Germany is considering deporting Afghan migrants who endanger public security back to Afghanistan, Interior Minister Nancy Faeser told reporters on Tuesday. Her remarks follow the fatal stabbing of a policeman by a 25-year-old Afghan at an anti-Islam event. The federal prosecutor has now picked up the case on the grounds of a suspected Islamist motive.
While liberals, social democrats, conservatives and the far-right AFD support the plans to deport convicted migrants to Afghanistan, the Green party opposes the move, objecting that deportations would be logistically near impossible since Germany does not have bilateral relations with the Taliban. Deporting would mean recognizing and securing a deal with the Taliban, and thus paying money to the Islamist scene, which would be counterproductive to the overall aim, warns Greens Chairman Omid Nouripour.
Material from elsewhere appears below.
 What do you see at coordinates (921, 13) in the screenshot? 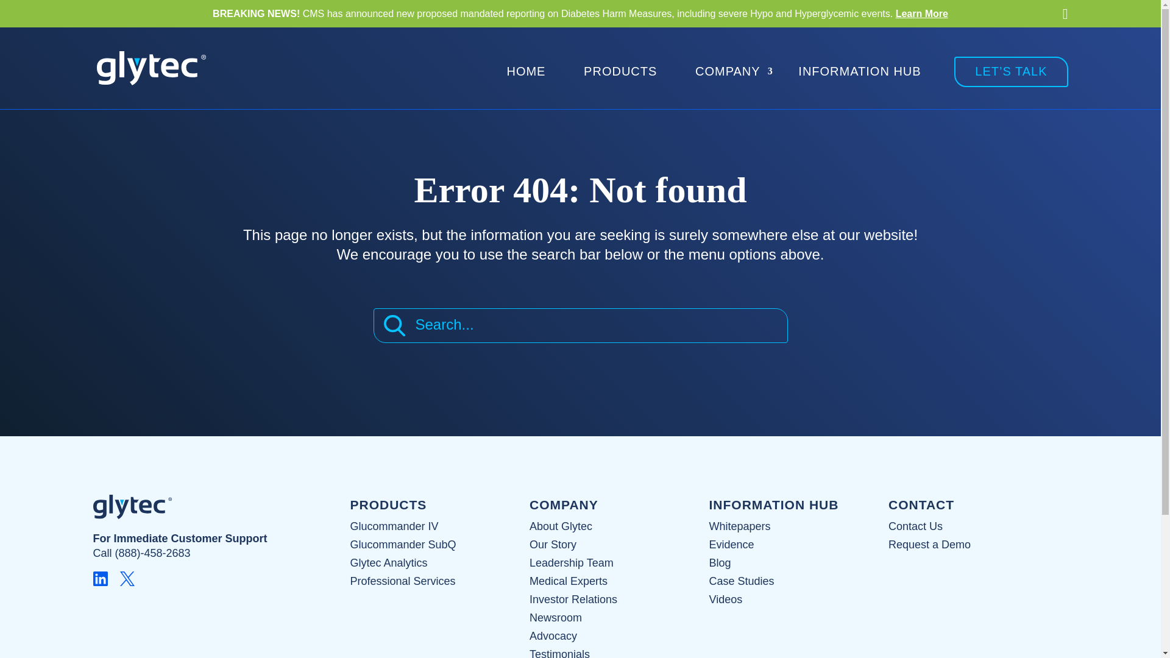
I see `Learn More` at bounding box center [921, 13].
According to police statistics, violent crime reached a 15-year-high this year and surged a further 8.6 per cent in 2023. Faeser said, “It is clear that persons who pose a threat to public safety in Germany need to be deported quickly. The security interest in Germany outweighs the interest of the people affected”.
Furthermore, there are legal obstacles in the way of developing such a policy as Germany stopped deporting people to Afghanistan since the Taliban took power in 2021. Asylum Law expert Daniel Thym explains that the base of this lies in Asylum Law, specifically the principle of non-refoulment. The principle makes it illegal to deport people to countries where they might face death or prosecution. Another layer of difficulty comes with the fact that deportees might face hunger in most of the country’s regions.
In the case of the Mannheim perpetrator, the authorities would have to evaluate whether there would be a safe place for the culprit, or if he might even escape punishment in Afghanistan because of his suspected Islamist background. In that sense, before the practical barrier of realizing this, there is a legal one that needs to be overcome.